Seriously? On women and ministry ...

A bunch of people have been asking me about this video, put together by the Evangelical Lutheran Church in America's North Carolina Synod, about things actually said to female pastors in the synod. For the non-church nerds among us, a "synod" is basically like a larger group of churches from a similar geographical area. The Catholic Church calls them dioceses; the Missouri Synod Lutheran Church I believe calls them districts.

Churchy lingo aside, what the video does brilliantly is put the words of comments made to female pastors in the synod in the mouths of male pastors, who are stymied and dismayed by what they're hearing.


I am so glad this video was made, and I am so grateful for all of the awareness being shared about the sometimes awkward and difficult burden shouldered by woman pastors, and the ridiculous baggage we sometimes carry of having to swallow absolutely asinine comments and not respond, pretend we didn't hear, and move on with the handshake line at the end of church.

As a "good Christian woman," according to this blog, I'm also going to make a confession about this video. I haven't finished watching it.

I started watching it; heard the first few inappropriate comments about the female pastor's appearance, and I just had to shut it off. The feeling was one of overwhelming shame and embarrassment. Part of me didn't want the wider world to know the things I heard, the things that were said to me. There is nothing worse, in my opinion, than pity. I didn't really want everyone to know how embarrassed and exposed I felt, almost every Sunday, and that in the moments of preaching or presiding or praying - it only went away when I was completely wrapped up in the words and in the Gospel, forgetting about my embodied female ministry that could be so shaming and embarrassing.

I didn't want the world to know I was constantly walking the razor's edge of the double-edged sword of female attractiveness. Be pretty but not too pretty. Be rewarded by your beauty but shamed for it, too. What outfit would eliminate the scorn of the female body doing ministry in the church? Certainly not the alb or the collar, at least not for me, even while pregnant.

And too, I suppose, I didn't want to be some anonymous female pastor charity case: people clucking their tongues and saying oh poor her. Certainly the comments represented on the video are awful to deal with, but they are also not the sum of female ministry in the church, not the sum of my experience in the church. There was the male colleague who preached with me on my first Easter as Pastor in our congregation. The men my age who joined me for an illicit workshop at the Chicago Synod Gathering where we talked about actually being millennials in the church. There were the senior couples who trusted me with their pastoral care and their existential questions; the teenage boys who asked me about sportswriting; the teenage girls who trusted me with the struggles of drug addiction; the young moms and dads and young people in general who straddled with me the line between pastor and friend.

I was reminded, thinking of all this, of the words of my friend Wes, a megachurch pastor in California, explaining what happened when he and his colleagues of color experienced a racist incident.

"Some people did try to explain why they were upset and talk about it, but the hard part is that the burden is always placed on minorities to speak up and explain why you should care about me."

"That gets really emotionally taxing, always having to explain to people why they should care about what happens to you."

To be honest, that's where I am today, and I suspect I am not the only woman in America who feels that way. 

Still, there are men and boys who give me hope. One of them turns 3 on Monday.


* WHAT TO WORK ON
Starting at the line that contains "The image size is (1288, 943).", repeat each line exactly through the last line of the listing, and repeat nothing else.

--

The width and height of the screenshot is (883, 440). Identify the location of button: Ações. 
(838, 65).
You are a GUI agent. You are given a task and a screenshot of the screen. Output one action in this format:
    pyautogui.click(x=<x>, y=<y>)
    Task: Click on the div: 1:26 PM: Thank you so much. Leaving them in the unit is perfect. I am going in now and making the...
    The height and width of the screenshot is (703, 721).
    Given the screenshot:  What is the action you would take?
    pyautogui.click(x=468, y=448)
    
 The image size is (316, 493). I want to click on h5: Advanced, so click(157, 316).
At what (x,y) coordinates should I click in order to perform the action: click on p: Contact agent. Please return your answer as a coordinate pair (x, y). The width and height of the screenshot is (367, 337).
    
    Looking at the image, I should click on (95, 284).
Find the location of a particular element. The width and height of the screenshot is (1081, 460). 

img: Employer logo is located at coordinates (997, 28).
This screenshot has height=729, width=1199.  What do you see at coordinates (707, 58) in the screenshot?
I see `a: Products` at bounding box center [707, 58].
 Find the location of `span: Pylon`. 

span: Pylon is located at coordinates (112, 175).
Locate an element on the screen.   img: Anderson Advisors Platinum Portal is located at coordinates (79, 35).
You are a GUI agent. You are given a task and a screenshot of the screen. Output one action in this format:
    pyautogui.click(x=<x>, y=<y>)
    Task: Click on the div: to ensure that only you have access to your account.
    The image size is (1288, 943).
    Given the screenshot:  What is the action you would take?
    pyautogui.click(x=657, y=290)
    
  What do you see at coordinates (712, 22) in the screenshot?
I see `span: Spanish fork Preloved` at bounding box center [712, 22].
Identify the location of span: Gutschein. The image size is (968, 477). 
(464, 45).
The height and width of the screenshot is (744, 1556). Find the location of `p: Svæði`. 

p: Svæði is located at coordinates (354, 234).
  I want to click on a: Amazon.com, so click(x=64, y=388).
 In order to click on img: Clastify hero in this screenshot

--

* ANSWER AREA
    The image size is (1288, 943).
    Given the screenshot:  What is the action you would take?
    pyautogui.click(x=657, y=290)
    
  What do you see at coordinates (712, 22) in the screenshot?
I see `span: Spanish fork Preloved` at bounding box center [712, 22].
Identify the location of span: Gutschein. The image size is (968, 477). 
(464, 45).
The height and width of the screenshot is (744, 1556). Find the location of `p: Svæði`. 

p: Svæði is located at coordinates (354, 234).
  I want to click on a: Amazon.com, so click(x=64, y=388).
 In order to click on img: Clastify hero in this screenshot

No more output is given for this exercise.